Alabama seeks more nitrogen executions, despite concern over the method

MONTGOMERY, Ala. — Alabama is trying to carry out another execution with nitrogen gas, months after the state did so the first to put someone to death with the previously untested method.

The attorney general’s office on Monday asked the Alabama Supreme Court to approve an execution date for Carey Dale Grayson, convicted in the 1994 murder of Vickie Deblieux in Jefferson County.

If approved, it would be the third planned execution involving nitrogen gas. The state put Kenneth Smith to death in January in the nation’s first nitrogen gas execution. Alabama has scheduled an execution for September 26 using nitrogen gas Alan Eugene Miller.

Lethal injection remains the state’s primary method of execution, but prisoners can request to be put to death with nitrogen gas or the electric chair. After using nitrogen gas to execute Smith in January, the state is beginning to search for execution dates for the dozens of inmates who requested nitrogen as their preferred method of execution.
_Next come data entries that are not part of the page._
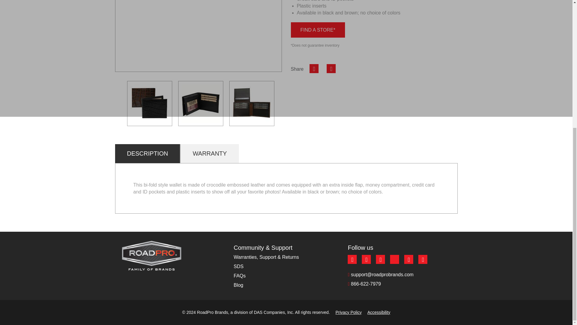 The width and height of the screenshot is (577, 325). I want to click on Facebook, so click(314, 69).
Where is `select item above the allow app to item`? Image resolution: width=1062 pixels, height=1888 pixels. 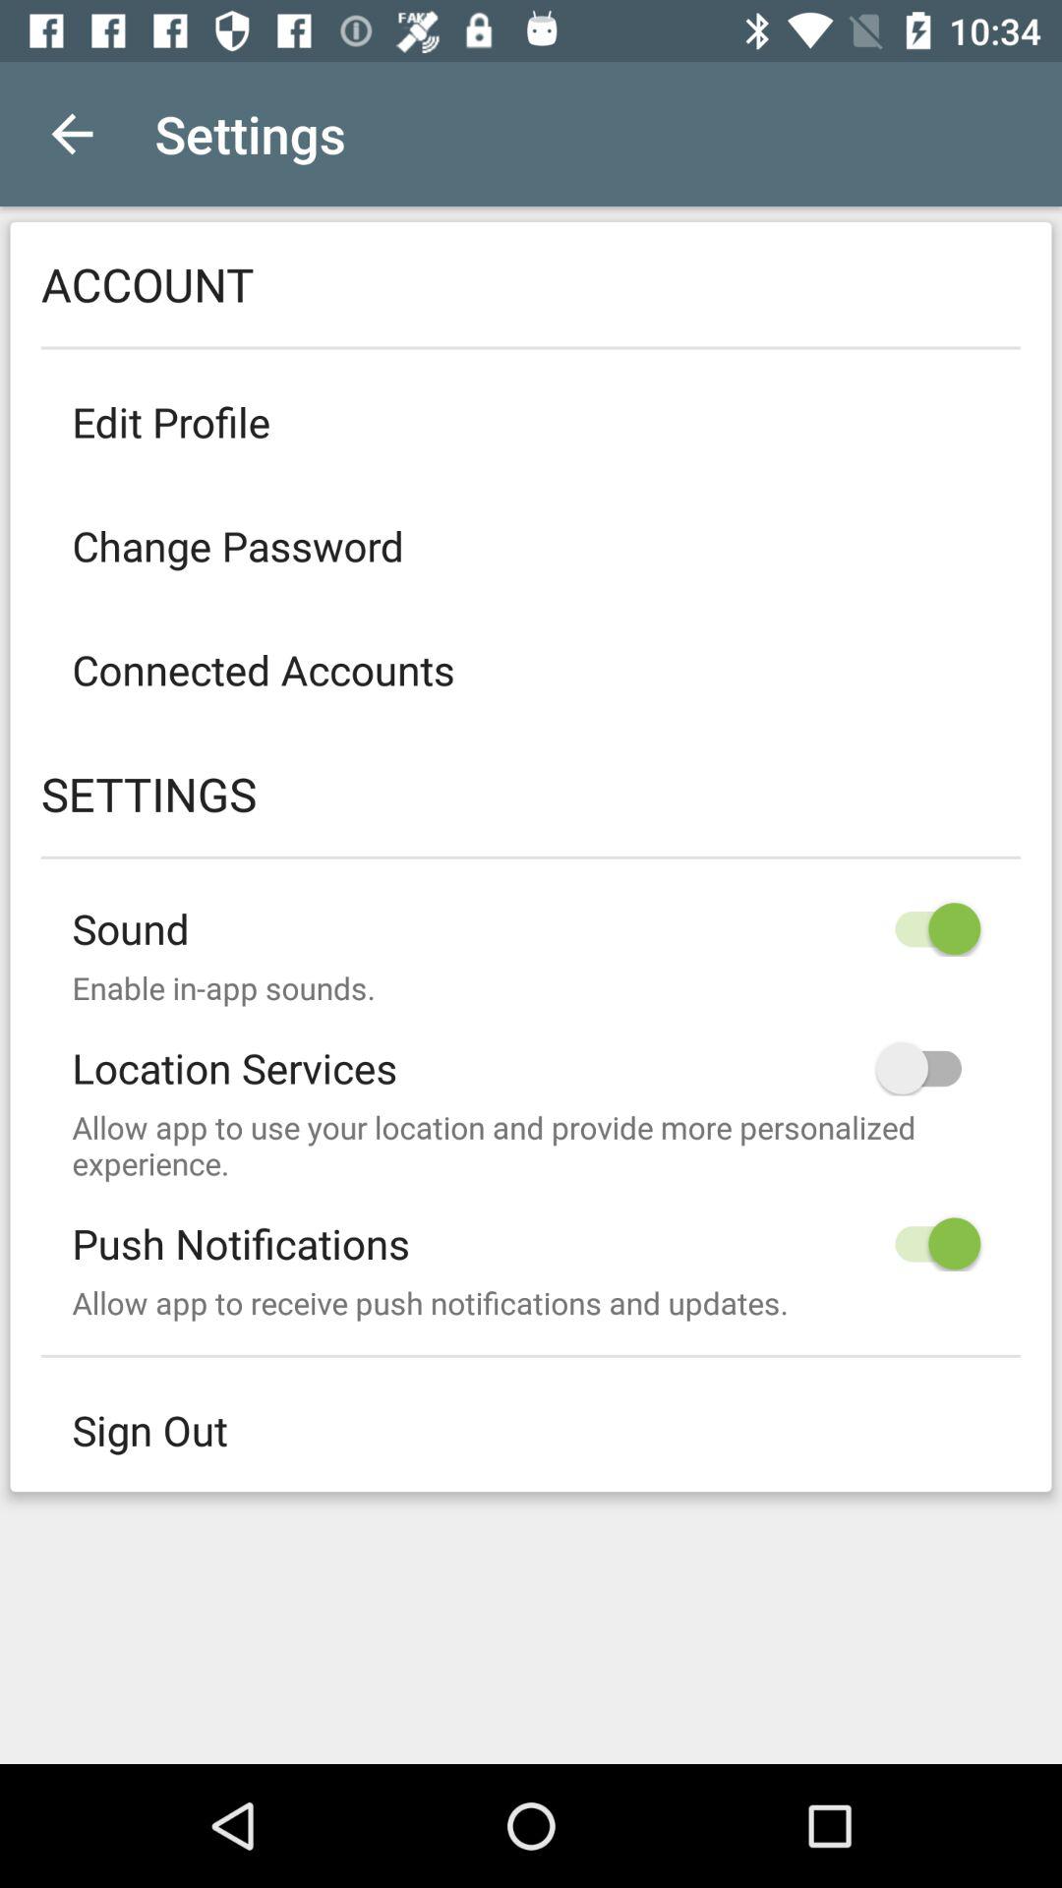 select item above the allow app to item is located at coordinates (531, 1052).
The request comes despite ongoing controversy and lawsuits over what happened in the first execution using nitrogen.

Smith suffered convulsions similar to seizures for more than two minutes while he was strapped to the execution chamber gurney. That was followed by several minutes of gasping breathing.

Supporters expressed concern about the conduct of the execution, saying it contradicted the state’s promise of a quick and painless death. Alabama Attorney General Steve Marshall characterized the execution as a “textbook” and offered to help other states develop the new method.

Alabama noted in its petition to the state Supreme Court that Grayson chose nitrogen as his preferred method of execution in 2018. They wrote that Grayson’s death sentence can be carried out by the “method of execution he voluntarily chose” and that it is time to move on.

A lawyer for Grayson said more research into the method needs to be done before it is used again.

“It is disappointing that the state would want to schedule a third execution of nitrogen hypoxia before the question of whether the first torture of Kenneth Smith has been resolved,” John Palombi, an attorney with the Federal Defenders Program, wrote in an email.

While Grayson may have chosen nitrogen hypoxia more than five years ago, Palombi said, “He did not know what the procedure would be if he were forced to make this choice.”

“Now that he knows how Alabama will implement this method of execution, he has concerns that can only be resolved through a full trial as to whether this method, as Alabama chooses to implement it, is constitutional,” he added.

Grayson was one of four people accused of torturing and murdering Deblieux on February 21, 1994

Prosecutors said Deblieux, 37, was hitchhiking from Tennessee to her mother’s home in Louisiana when she was picked up by the four people. They took her to a wooded area, where she was attacked, beaten and thrown off a cliff. Prosecutors said the teens later returned to mutilate her body, stabbing her 180 times.

Grayson, along with Kenny Loggins and Trace Duncan, were all convicted and sentenced to death. However, Loggins and Duncan, who were under 18 at the time of the crime, had their death sentences revoked after the U.S. Supreme Court in 2005 banned the execution of offenders under 18 when they commit crimes. Grayson was 19.

Another teenager was sentenced to life imprisonment.

If the judges approve the execution, Alabama Governor Kay Ivey will set the exact date.